Curt paid no attention. He was staring at the silver disk on the enigmatic switch-box. He was concentrating every ounce of his mental power upon that disk.
“Power on!” he was thinking, over and over.
Something clicked inside the switch-box! The delicate electro-magnetic vibration of Curt’s projected thought had operated a sensitive relay.
The massed apparatus around the copper chamber hummed with sudden power. From the myriad lenses in floor and ceiling poured a gush of brilliant blue light.
“We’ve got it going!” Curt exclaimed. “I’m going to try it. Otho, if my attempt fails, you try to get away and warn the System of the Alius’ plan. Here goes!”
Before Otho could protest further, Captain Future stepped into the chamber — into the full flood of blue force!
He felt an awful, instantaneous impact through every fiber of his body. He reeled beneath the shock of a force cunningly calculated to effect the deepes
t molecular and atomic changes.
There was a sharp clicking somewhere in the converter’s auxiliary apparatus. The blue force changed abruptly to deep purple. A new, staggering shock ran like lightning through Curt Newton’s swaying body.

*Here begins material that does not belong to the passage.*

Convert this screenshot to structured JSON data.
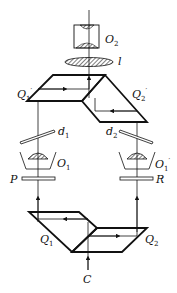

It seemed to him that every cell of his brain and being was on fire. Sick and fainting, he reeled against the side of the chamber. The tinge of the projected force that bathed him was now altering to green. It was running through the spectrum in quick, sharp changes.
Captain Future realized dimly that each change was bringing into play a new frequency of unknown forces. Each alteration was patterned to break down the molecular and atomic structure of different elements of living cells, then remold them into new, strange patterns.
Curt seemed swimming in liquid fire, he felt as though he were breathing flame through his burning body. The wrenching at his body’s subtlest and deepest structure made him think that his very flesh was exploding.
The great waves of sickness and weakness that came over him began to dissipate. The fiery torment of his body passed into a strange tingling.
“Gods of space!” he heard Otho exclaim hoarsely.
Curt opened his eyes. He still stood in the chamber. But the spectrum-hued forces had reached the end of their gamut and had automatically cut off.
Captain Future looked down at himself. His whole body glowed! It shone with brilliant electric radiance that matched the uncanny tingling which he felt in every fiber.
“I’ve done it,” he said huskily as he staggered out of the copper chamber. “I’m a Cometae —”
He swayed from sick weakness. Instinctively, Otho leaped forward to support him.
But as Otho’s hand touched him, the android recoiled with a cry of pain. His arm hung limp, paralyzed by the electric shock of contact with Curt’s shining body.